There are over one half billion domestic dogs, and just about an equal number of domestic cats; a combined total of well over one billion pets worldwide.
The environmental consequences of the worldwide agricultural industry are already being experienced: Pollution, climate change, genetic erosion of crops, water waste, natural habitat loss, and more. The world's human population is on track to grow 34%, up to 9.1 billion over the next 30 years, and it will take real innovation to address the increased food demand associated with such human population growth. The World Bank Group estimates a need for 50% more food to feed the population by the year 2050. However, and problematically, agricultural production and crop yields are actually trending in the opposite direction.
According to a study by Nature, crop yields were reduced by as much as 20% between 1964 and 2007 due to global warming.
Pets and pet food ingredients do not need to -- and should not -- drastically increase the world's agricultural burden.
Should the pet population grow in proportion to the human population that will mean nearly 2 billion domestic pets worldwide by 2050.
If the food requirements of pets are to be an additional, separate agricultural burden, then millions more tons of food would need to be produced every year to address the pet population, and concurrently millions of tons of nutritive foods wasted.
Is this a responsible or sustainable path?
Obviously not. Something has "got to give," and long before the world cannot adequately feed its human population, we need to shift pet foods away from the use of "human grade" pet food ingredients (real and purported), and toward a sustainable approach that includes environmentally-responsible foods augmented with your own food scraps (see 1 Food + You).
For more information, see Understanding Pet Food "Byproduct" Ingredients.
There are over one half billion domestic dogs, and just about an equal number of domestic cats; a combined total of well over one billion pets worldwide.
The environmental consequences of the worldwide agricultural industry are already being experienced: Pollution, climate change, genetic erosion of crops, water waste, natural habitat loss, and more. The world's human population is on track to grow 34%, up to 9.1 billion over the next 30 years, and it will take real innovation to address the increased food demand associated with such human population growth.

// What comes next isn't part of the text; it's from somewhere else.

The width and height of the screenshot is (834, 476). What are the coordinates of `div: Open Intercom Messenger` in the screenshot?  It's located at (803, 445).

The World Bank Group estimates a need for 50% more food to feed the population by the year 2050. However, and problematically, agricultural production and crop yields are actually trending in the opposite direction.
According to a study by Nature, crop yields were reduced by as much as 20% between 1964 and 2007 due to global warming.

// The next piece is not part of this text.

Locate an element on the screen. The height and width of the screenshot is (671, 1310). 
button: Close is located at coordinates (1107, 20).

Pets and pet food ingredients do not need to -- and should not -- drastically increase the world's agricultural burden.
Should the pet population grow in proportion to the human population that will mean nearly 2 billion domestic pets worldwide by 2050.

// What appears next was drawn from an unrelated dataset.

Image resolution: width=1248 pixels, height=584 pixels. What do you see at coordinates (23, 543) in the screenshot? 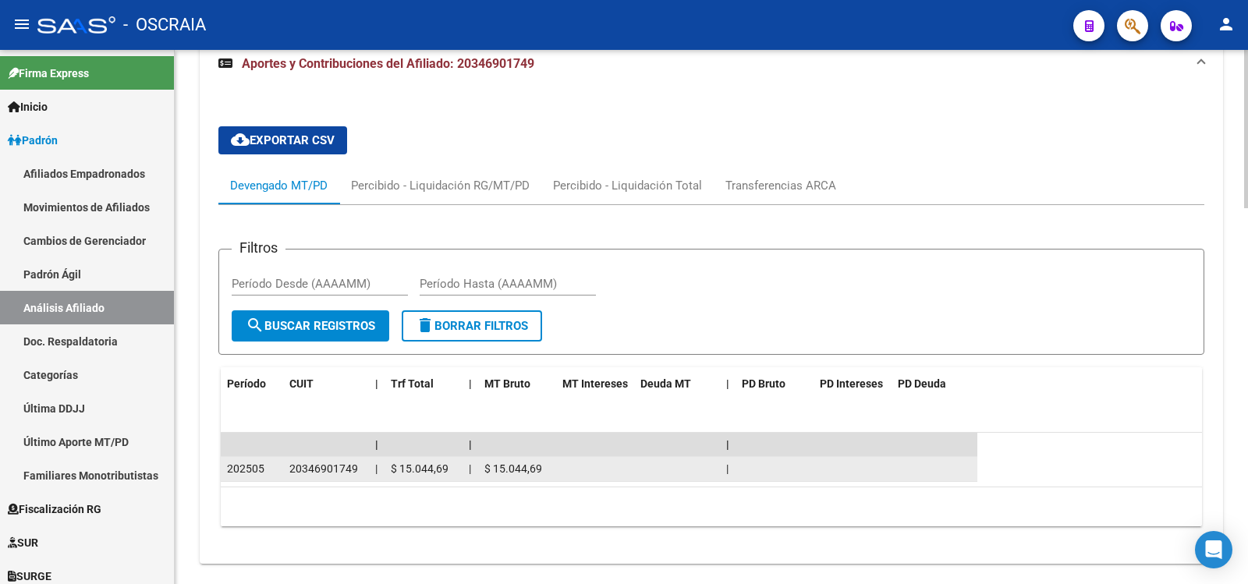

If the food requirements of pets are to be an additional, separate agricultural burden, then millions more tons of food would need to be produced every year to address the pet population, and concurrently millions of tons of nutritive foods wasted.
Is this a responsible or sustainable path?
Obviously not. Something has "got to give," and long before the world cannot adequately feed its human population, we need to shift pet foods away from the use of "human grade" pet food ingredients (real and purported), and toward a sustainable approach that includes environmentally-responsible foods augmented with your own food scraps (see 1 Food + You).